Since then, many members of the Wagner Group have chosen to leave its ranks. Former chief of staff, Andrey "Sedoy" Troshev, moved to the Russian Ministry of Defense, where he likely joined a private military unit created by the department, known as Redut.

Troshev was tasked with creating the Volunteer Corps to fight in Ukraine. Alexander "Ratibor" Kuznetsov, former commander of the 1st Assault Unit, became a member of the Chechen special forces unit Akhmat. Boris "Zombie" Nizhevenok, former commander of the 3rd Assault Unit, took command of the volunteer unit Vostok-W in May of this year.
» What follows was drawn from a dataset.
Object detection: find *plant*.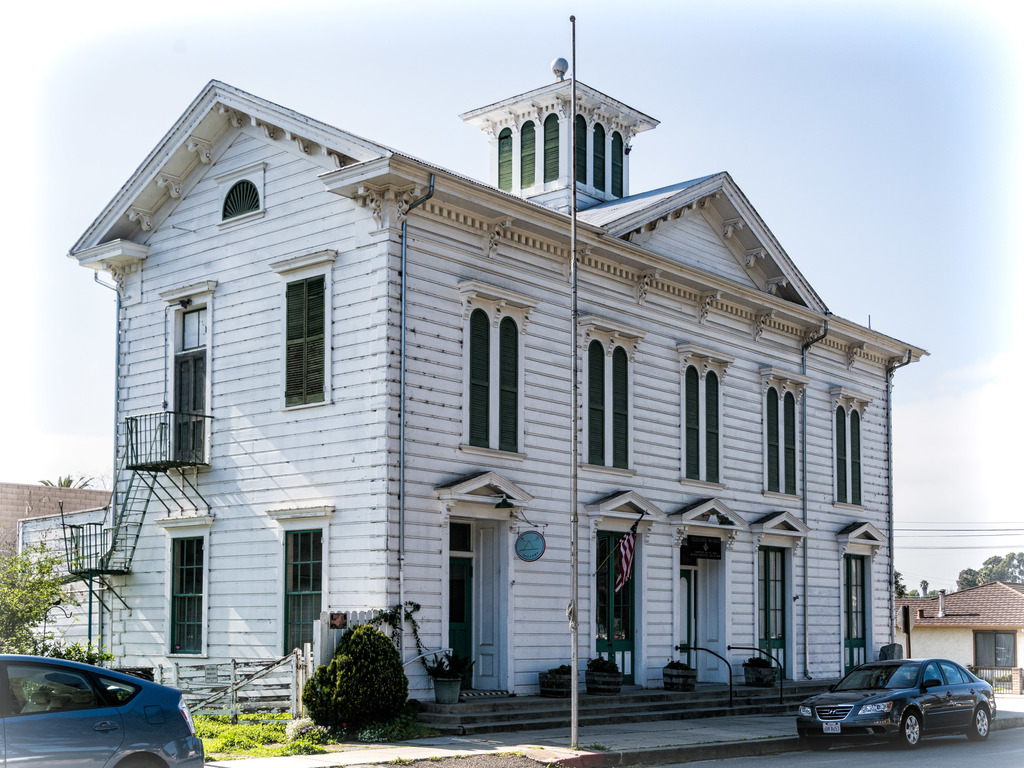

The Wagner Group is getting smaller

After Russia's full-scale invasion of Ukraine and the Russian army's initial failures, Yevgeny Prigozhin significantly transformed the Wagner Group. The organization, formerly an elite mercenary unit, became a massive military formation of thousands of individuals.

In the new structure, prisoners mass-recruited from Russian penal colonies played a dominant role. This transformation aimed to strengthen Russian forces on the front but also sparked numerous controversies, both in Russia and abroad, regarding the recruitment methods and the brutal actions of this group.

However, there are now fewer Wagner fighters. "Many veterans of the Wagner Group followed these and other former commanders, leaving the group," notes the British Ministry of Defense. Compared to the peak personnel, which in 2023 numbered about 50,000 individuals, the Wagner Group probably currently has only about 5,000 fighters, mainly deployed in Belarus and Africa.